Don’t miss the last paragraph of this post! —Ryan
I just canceled my subscription to Paramount+, and I think you should too.
Paramount is now the Paul Weiss of corporate media. Just as Paul Weiss will forever be known as the law firm that capitulated to a blatantly illegal executive order from Donald Trump, betraying its own lawyers, Paramount will be synonymous with the betrayal of its own news employees.
The relationship between American news organizations and the giant corporations that house them has been fragile for decades. Like so many things Trump is ruining, that relationship rested on voluntary agreements—i.e. norms.
One agreement, sometimes stated explicitly at the time of purchase, was that companies like Paramount that acquired crown-jewel news entities, such as “60 Minutes,” would honor their storied histories by serving as good financial shepherds, no matter the vicissitudes of the markets affecting the company’s bottom line. You can find statements to this effect when Condé Nast bought The New Yorker, when Rupert Murdoch bought The Wall Street Journal, and when Jeff Bezos bought The Washington Post.
While it was never perfect, there also existed a generally respected promise of non-interference that created an invisible wall between the editorial and business sides at most of these corporations. If violations of this agreement became public, they often came at great cost in terms of staff resignations, widespread shaming from news competitors, and the loss of trust from news consumers.
The separation of church and state inside newsrooms is one of the great liberal norms of post-war America.
Paramount just treated it like toilet paper.
To recap: Donald Trump filed a frivolous lawsuit against “60 Minutes,” the flagship news program of CBS News, which is owned by Paramount. Nobody who is familiar with First Amendment law took the suit seriously, including CBS’s attorneys, who argued that it was meritless and absurd.
But Paramount is in the process of a $28 billion merger with Skydance, and the Trump administration leveraged its regulatory power—the FCC has to approve the transfer of CBS’s broadcast licenses—to coerce a settlement from Paramount, which, despite two resignations from senior “60 Minutes” executives and widespread warnings from news colleagues everywhere, caved into Trump’s demands and agreed to pay $16 million to Trump’s future presidential library. In addition, there’s a secret side deal, the details of which are still shrouded in mystery, that may be even worse than the millions Paramount will cough up.

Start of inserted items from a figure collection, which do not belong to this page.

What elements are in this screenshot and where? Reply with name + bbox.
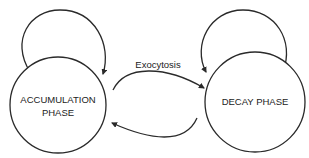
- decay-label: DECAY PHASE: [222, 96, 289, 107]
- exocytosis-label: Exocytosis: [135, 59, 181, 70]
- exocytosis-arrow: [113, 71, 204, 90]
- return-arrow: [112, 118, 197, 137]
- accumulation-label-line1: ACCUMULATION: [20, 94, 95, 105]
- accumulation-label-line2: PHASE: [42, 107, 74, 118]
- state-accumulation-phase: [10, 57, 106, 153]
- state-diagram: ACCUMULATION PHASE DECAY PHASE Exocytosi…: [0, 0, 309, 158]
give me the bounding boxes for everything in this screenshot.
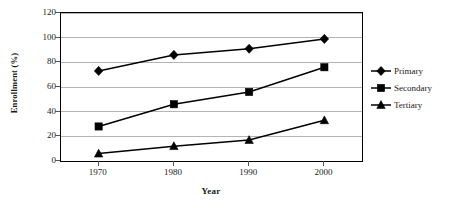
- square-marker-icon: [370, 81, 392, 95]
- y-axis-title: Enrollment (%): [6, 0, 22, 165]
- y-tick-label: 120: [28, 8, 56, 17]
- chart-legend: PrimarySecondaryTertiary: [370, 62, 453, 113]
- x-tick-label: 1970: [78, 168, 118, 177]
- x-tick-mark: [248, 161, 249, 166]
- legend-item-secondary[interactable]: Secondary: [370, 79, 453, 96]
- y-tick-mark: [55, 111, 60, 112]
- legend-label: Primary: [392, 66, 423, 76]
- legend-item-tertiary[interactable]: Tertiary: [370, 96, 453, 113]
- data-point: [94, 66, 103, 75]
- data-point: [170, 101, 177, 108]
- x-tick-label: 1990: [228, 168, 268, 177]
- x-tick-mark: [173, 161, 174, 166]
- y-tick-label: 100: [28, 32, 56, 41]
- y-tick-mark: [55, 12, 60, 13]
- y-tick-label: 60: [28, 82, 56, 91]
- series-line: [99, 120, 325, 153]
- data-point: [95, 123, 102, 130]
- series-tertiary: [94, 116, 328, 157]
- legend-label: Tertiary: [392, 100, 422, 110]
- series-layer: [61, 13, 362, 161]
- x-tick-mark: [98, 161, 99, 166]
- data-point: [320, 116, 328, 124]
- data-point: [246, 88, 253, 95]
- series-secondary: [95, 64, 328, 130]
- series-primary: [94, 34, 328, 75]
- triangle-marker-icon: [370, 98, 392, 112]
- x-tick-label: 1980: [153, 168, 193, 177]
- chart-figure: Enrollment (%) 020406080100120 197019801…: [0, 0, 453, 208]
- x-tick-label: 2000: [303, 168, 343, 177]
- y-tick-label: 0: [28, 156, 56, 165]
- y-tick-label: 20: [28, 131, 56, 140]
- y-axis-title-text: Enrollment (%): [9, 52, 19, 113]
- y-tick-label: 40: [28, 106, 56, 115]
- y-tick-mark: [55, 135, 60, 136]
- y-tick-label: 80: [28, 57, 56, 66]
- data-point: [170, 50, 179, 59]
- y-tick-mark: [55, 37, 60, 38]
- y-tick-mark: [55, 61, 60, 62]
- data-point: [245, 44, 254, 53]
- series-line: [99, 67, 325, 126]
- x-tick-mark: [323, 161, 324, 166]
- data-point: [320, 34, 329, 43]
- data-point: [321, 64, 328, 71]
- y-tick-mark: [55, 86, 60, 87]
- plot-area: [60, 12, 363, 162]
- y-tick-mark: [55, 160, 60, 161]
- diamond-marker-icon: [370, 64, 392, 78]
- x-axis-tick-labels: 1970198019902000: [0, 168, 453, 182]
- x-axis-title: Year: [60, 186, 362, 196]
- legend-label: Secondary: [392, 83, 432, 93]
- series-line: [99, 39, 325, 71]
- legend-item-primary[interactable]: Primary: [370, 62, 453, 79]
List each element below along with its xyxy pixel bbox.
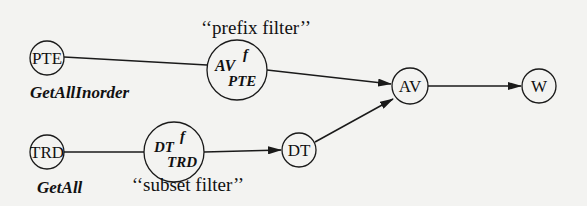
node-dt: DT [282, 133, 316, 167]
caption-getall: GetAll [37, 178, 83, 197]
annotation-subset-filter: ‘‘subset filter’’ [132, 174, 244, 195]
node-trd: TRD [30, 135, 64, 169]
node-dt-label: DT [288, 141, 311, 160]
node-av-label: AV [399, 77, 422, 96]
edge-avfpte-to-av [267, 70, 391, 84]
edge-dt-to-av [315, 99, 393, 142]
node-pte: PTE [30, 41, 64, 75]
diagram-svg: PTE GetAllInorder AV f PTE ‘‘prefix filt… [0, 0, 587, 206]
node-dt-f-trd-sup: f [180, 128, 187, 144]
node-av: AV [392, 68, 428, 104]
edge-dtftrd-to-dt [204, 150, 281, 152]
node-dt-f-trd-sub: TRD [167, 154, 197, 170]
dataflow-diagram: PTE GetAllInorder AV f PTE ‘‘prefix filt… [0, 0, 587, 206]
node-w: W [522, 69, 556, 103]
edge-pte-to-avfpte [64, 57, 207, 65]
node-av-f-pte: AV f PTE [207, 40, 267, 100]
node-av-f-pte-sup: f [243, 46, 250, 62]
node-w-label: W [531, 77, 548, 96]
node-dt-f-trd-base: DT [153, 139, 175, 155]
annotation-prefix-filter: ‘‘prefix filter’’ [201, 17, 311, 38]
node-av-f-pte-base: AV [214, 57, 236, 74]
node-pte-label: PTE [32, 49, 62, 68]
edges [64, 57, 521, 152]
node-dt-f-trd: DT f TRD [144, 122, 204, 182]
caption-getallinorder: GetAllInorder [30, 83, 130, 102]
node-trd-label: TRD [30, 143, 64, 162]
node-av-f-pte-sub: PTE [228, 73, 256, 89]
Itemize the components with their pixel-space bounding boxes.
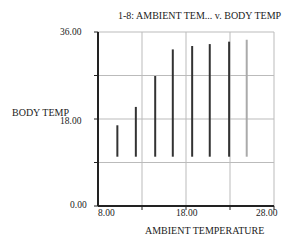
plot-area [0, 0, 295, 245]
bars [117, 40, 246, 157]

The damage is enormous. “60 Minutes,” which did nothing wrong, has been humiliated, and to millions of the president’s rabid fans, it is now seen as admitting guilt to purposely harming Trump with distorted coverage in 2024. CBS News’ employees will no doubt think twice before producing any tough coverage of Trump, especially before the merger with Skydance is completed. And the president has now learned how easy it is to use the regulatory power of the state to tame a press he describes as “the enemy of the people” and that he has systematically tried to defang. He will be back with more absurd lawsuits and regulatory coercion.
I feel for the editorial employees at CBS. I have personal experience of what it’s like to be on the receiving end of legal threats, both when a media company does the right thing—and when it caves. In 2019, Devin Nunes sued me and Esquire for defamation over a story I had written when I was the magazine’s chief political correspondent in 2018.
I watched with enormous gratitude as Hearst, Esquire’s corporate parent, defended the suit for over five years at the cost of millions of dollars, and eventually prevailed, exactly as the company’s lawyers promised me they would on the first day the suit was filed. They spared no expense defending me and Esquire, and if they ever even considered settling it to make it go away, they never shared that with me.
I have also been inside a newsroom owned by an international conglomerate where legal threats from high-ranking officials are met with passivity and bent knees (that’s a story for another day).
Unfortunately, Paramount is a harbinger of things to come. Trump has figured out how to pick the lock of the media. Journalists themselves are often an ornery bunch craving principled fights. Trump’s pressure campaigns against them as individuals often backfire. But now he knows that he can harass their corporate parents, and with surprising ease, extract cash and pressure them to keep their coverage tame.
So I don’t think I’ll be subscribing to Paramount+ again anytime soon. This entire episode has reminded me why I’m grateful for the independent media renaissance happening here on Substack and elsewhere.
But Paramount’s despicable treatment of “60 Minutes” did give me an idea. Maybe more of us should cancel those Paramount+ subscriptions. In fact, if you send me a screenshot, like the one above, confirming a canceled Paramount+ account, I’ll give you 30% off a one-year subscription to Telos News. In my humble opinion, it’s money better spent. And who knows? Maybe other Substackers will follow suit with this deal, and a little revolt against the Paramount betrayal will take root here on this platform.
Thank you Ryan for such great reporting.
Please add to your boycott list: Amazon, Meta, Comcast, AT&T, AirBnB, Schwab, Uber, Home Depot, ABC Supply, ULinePackaging, Chevron, Exxon, TD Ameritrade, Coke, Paypal, Sports Teams like Chicago Cubs, NY Jets, to name but a few.
Walk on the wild side with your wallet
Thank goodness I never had Paramount.